Unfortunately, America’s thermostat may be broken.
There is a model for understanding public opinion known as “thermostatic public opinion.” First spelled out in a 1995 paper by political scientist Christopher Wleizien, the concept suggests that the public acts as a thermostat, reacting in response to the actions the government takes. Consider how a thermostat in your home works: If it is too hot, it will trigger the air conditioner to make things cooler; if it is too cold, it will turn on the heat. It suggests a sort of equilibrium where preferences will shift back and forth.
In governance, it means that the people elect a government to do a certain set of things and then turn a bit against them once those things are put into place. In moments where the government enacts policies that are more rightward leaning, the public swings to prefer policies more to the left. When the government does things that are more liberal, there is a rightward shift in public opinion.
In recent years, we saw this “thermostat” in action with major changes, including Obamacare, a policy that was not beloved after its passage but became quite popular once Republicans took control in Washington and threatened to repeal it. Perhaps this “thermostatic” behavior on the part of voters is why newly elected presidents tend to have such rocky first-term midterm elections — the public shifts to nudge governance back the other way, to keep things from getting too cold or too hot in either direction.
My worry today is that our nation’s thermostat is on the fritz. Upon President Trump’s election, there was absolutely a backlash against him that fueled a leftward lurch among many institutions. If Trump represented an extreme and abrupt shift in governance, like opening a window on a frigid winter day, the thermostat sent the furnace into overdrive to correct for that.
As New York Times columnist Ross Douthat has written, things such as the Black Lives Matter movement and #MeToo may have flourished in part as a reaction against a president like Trump. It seems less likely that Democrats would have taken positions outside the mainstream, such as decriminalizing illegal border crossings, were it not as a response to extreme actions on the part of the Trump administration, such as child separation.

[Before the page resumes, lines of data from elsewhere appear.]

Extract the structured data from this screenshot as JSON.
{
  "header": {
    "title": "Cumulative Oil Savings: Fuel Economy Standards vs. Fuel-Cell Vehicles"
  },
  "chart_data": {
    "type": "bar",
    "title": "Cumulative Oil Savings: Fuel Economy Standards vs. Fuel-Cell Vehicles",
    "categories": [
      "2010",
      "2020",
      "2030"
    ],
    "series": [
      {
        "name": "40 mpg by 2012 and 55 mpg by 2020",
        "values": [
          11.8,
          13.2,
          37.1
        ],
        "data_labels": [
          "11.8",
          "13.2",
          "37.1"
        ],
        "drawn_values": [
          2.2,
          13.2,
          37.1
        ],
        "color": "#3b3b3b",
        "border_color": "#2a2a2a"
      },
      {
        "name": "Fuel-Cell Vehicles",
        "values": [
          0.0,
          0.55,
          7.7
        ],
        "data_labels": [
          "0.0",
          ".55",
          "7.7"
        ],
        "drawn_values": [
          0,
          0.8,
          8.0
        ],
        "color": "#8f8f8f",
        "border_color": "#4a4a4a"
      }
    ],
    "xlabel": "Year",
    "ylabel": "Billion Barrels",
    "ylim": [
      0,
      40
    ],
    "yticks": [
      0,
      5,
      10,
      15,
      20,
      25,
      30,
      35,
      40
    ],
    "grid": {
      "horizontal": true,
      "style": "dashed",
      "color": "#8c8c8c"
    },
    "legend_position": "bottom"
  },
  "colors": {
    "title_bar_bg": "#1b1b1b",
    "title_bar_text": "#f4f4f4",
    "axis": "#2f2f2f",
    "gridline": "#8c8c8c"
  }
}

But the backlash to Trump wasn’t confined to elections or those in the machinery of governance, and that’s where the broken thermostat comes in. Without Trump, for instance, we would not have seen the rise of “Resistance” celebrity journalists and a media more willing to shed neutrality. Without Trump, perhaps elite higher education institutions would not have had demands from their own students who, claiming to feel unsafe, demanded even greater quashing of conservative thought and speech on campus. Corporate America also increasingly became political in the Trump era, weighing in on cultural and political issues to further their brand.
The problem is that while Democrats moved left in response to Trump’s power in government, conservatives began running the other direction, not as a counter to government policy but as a reaction to every institution that wasn’t government. Ask a Trump voter in a focus group and they’ll tell you there’s widespread feeling on the Right that as the political Left has moved ever leftward, it has done so in the Trump era with the increasingly enthusiastic support of tech companies, the media, cultural and academic institutions, and more.
So while the Left is acting thermostatically in response to what they view as the extremes of Trump, the Right is acting thermostatically to what they view as the extremes of every other institution in America. This is only fueled by fragmented news consumption habits, where media organizations get more money from viewers, and viewers seek outrage. Therefore, whatever “the other side” is doing that is most outrageous, even if an isolated example on a small scale, gets top headlines and defines how one side sees the other.
Politicians this month have talked a lot about the need to “turn the temperature down.” They’re right that we desperately need to do so. But we also need to grapple with the fact that the thermostat might be broken. It isn’t just about governance anymore, and it will take more than a new president to repair.